A minority faction on our State Central Committee (SCC) tried to convene a special session of the Committee on February 20th, their third effort to overturn SCC’s December 5th decision to use a convention as our method of nomination for 2021. Some members of this faction adamantly believe that we need a primary and that a convention is horribly misguided. I certainly have no issues with them and welcome the debate. For others in this group, however, this is just a cynical manipulation of our Party process so that they, for reasons known but to them, can favor an otherwise untenable candidate. And, they are apparently willing to use some of their idealistic SCC colleagues to achieve their ends.
At this point, this debate is no longer about our method of nomination. That was settled on December 5th. Now, it is about whether we will follow our rules or will we allow a small faction of elitists to short-circuit the principles of the Republican Party of Virginia (RPV) in the interests of whichever candidate they are working.
Consider which faction should prevail. On December 5th, one faction caucused, debated, and, ultimately, persuaded a majority of their SCC colleagues to choose a convention as a method of nomination. On December 6th, after losing the vote, the minority faction unleashed a campaign of anonymous, threatening robocalls on some of their SCC colleagues and tried to browbeat them into capitulation. One of them on State Central had to have leaked confidential personal contact info to the robo-callers. Too, such an effort costs a lot of money. Did you ever wonder who paid for it? Ultimately, their nefarious behavior tapered off only after police were called in.
The minority faction then forced a bogus motion onto the agenda of the January 16th SCC meeting to try to overturn the December 5th decision. When that failed, they chose to hold the RPV hostage by blowing up the January 23rd SCC meeting, which obstructed the RPV’s legitimate efforts to organize the agreed-upon method of nomination. In other words, the minority faction showed that it preferred to see our nomination process crash and burn if they can’t get their way.
Most recently, the minority faction attempted to convene a rump SCC meeting, contrary to the Party Plan and Roberts Rules of Order. Since the last SCC meeting was never formally ended – it was adjourned to February 27th – only the Chairman can call it back into session. The minority faction has some smart, experienced parliamentarians. They clearly knew this distinction. They tried to call the meeting, anyway, demonstrating again that some of them are not overly encumbered by rules.
Adding more obfuscation last week, two of the VFRW Representatives on SCC sent an entreaty to VFRW members, which circulated invented threats from the Republican Change Committee (RCC) – an organization that hasn’t existed for the past half a year – to the SCC representation of affiliated organizations. Those two VFRW officers could have easily confirmed that the RCC no longer exists. But, they either chose not to or didn’t care to because truth wasn’t relevant to their objective. Instead, they resurrected hackneyed falsehoods to scare their associates into believing that the monsters under their bed were real. Do you want to be led by people who invent frauds in order to prevail in their elections?
Why is the minority faction working so hard to over-turn the SCC’s legitimately chosen method of nomination? Is it because at least five of them have endorsed a candidate who is polling in minuscule numbers right now and clearly won’t prevail in a convention? What are their conflicts of interest? One member is paid by the Senate Republican caucus which has a vested interest in the Governor’s race. Who does he represent in our internal discussions? Another works for a wealthy lobbying firm in Washington and has already endorsed a candidate very unlikely to prevail in a convention. Is there impropriety there? Maybe. Is there the appearance of impropriety? Absolutely.
The real question before our leadership right now is no longer the method of nomination. Rather, it is which faction will prevail – those who work inside the rules and those who see the rules as a tool to be manipulated to get the result they want. Which do you think has the best interests of the RPV at heart and which is just after power? I ask all State Central Committee members, with whom will you align? If the minority faction prevails in over-turning the convention choice, can we demand fair elections in Virginia when we show we that cannot tolerate one inside the RPV?
The Democratic Party is run by elites that pick their own candidates, pack their nominating committee with super-delegates picked by the elites, and demand that their members march in lock-step behind them. If swing votes on our State Central Committee opt to change to support the minority faction in debate and they get their primary, then how are we any different?
For my part, I do not want the RPV to be the mirror image of the Democratic Party. I want an RPV that responds to the views of its members, not a club run by a small, power-driven elite. We had that before, it failed, and I don’t want to go back there. The RPV is the party of common folk. Our leadership needs to respect that. Those who do not respect that need to leave. Their time has passed.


WORK ITEM: Leaving out the pictures, restate each record below word for word.

________________

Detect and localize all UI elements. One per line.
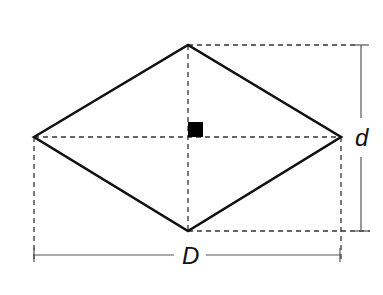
dashed-guides [34,45,370,262]
right-angle-marker [188,122,203,137]
short-diagonal-label: d [355,124,369,151]
rhombus-diagram: d D [0,0,383,295]
long-diagonal-label: D [182,242,199,269]
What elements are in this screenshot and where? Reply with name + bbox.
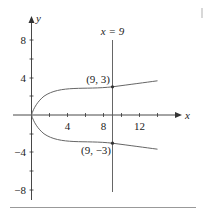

________________

SOLUTION:
Detect and localize all UI elements. One per line.
dashed-guides [34,45,370,262]
right-angle-marker [188,122,203,137]
short-diagonal-label: d [355,124,369,151]
rhombus-diagram: d D [0,0,383,295]
long-diagonal-label: D [182,242,199,269]
What elements are in this screenshot and where? Reply with name + bbox.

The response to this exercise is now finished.